Correspondence: Requests for reprints should be sent to Pamela J. Surkan, ScD, Harvard School of Public Health, Landmark Center, 401 Park Dr, 4th Floor West, Room 415, Boston, MA 02215 (e-mail: psurkan{at}hsph.harvard.edu).
Objectives. We assessed whether maternal depressive symptoms and parenting self-efficacy were associated with child growth delay.
Methods. We collected data from a random sample of 595 low-income mothers and their children aged 6 to 24 months in Teresina, Piauí, Brazil, including information on sociodemographic characteristics, mothers depressive symptoms and parenting self-efficacy, and childrens anthropometric characteristics. We used adjusted logistic regression models in our analyses.

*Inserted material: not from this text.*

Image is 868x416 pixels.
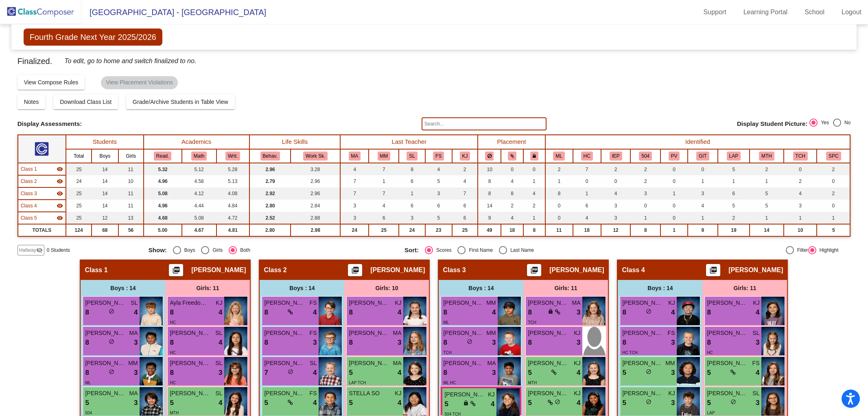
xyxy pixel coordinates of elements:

Results. Depressive symptoms among mothers were associated with 1.8 times higher odds (95% confidence interval [CI] = 1.1, 2.9) of short stature among children. Parenting self-efficacy was not associated with short stature, nor did it mediate or modify the relationship between depressive symptoms and short stature. Maternal depressive symptoms and self-efficacy were not related to child underweight.
Conclusions. Our results showed that among low-income Brazilian families maternal depressive symptoms, but not self-efficacy, were associated with short stature in children aged 6 to 24 months after adjustment for known predictors of growth.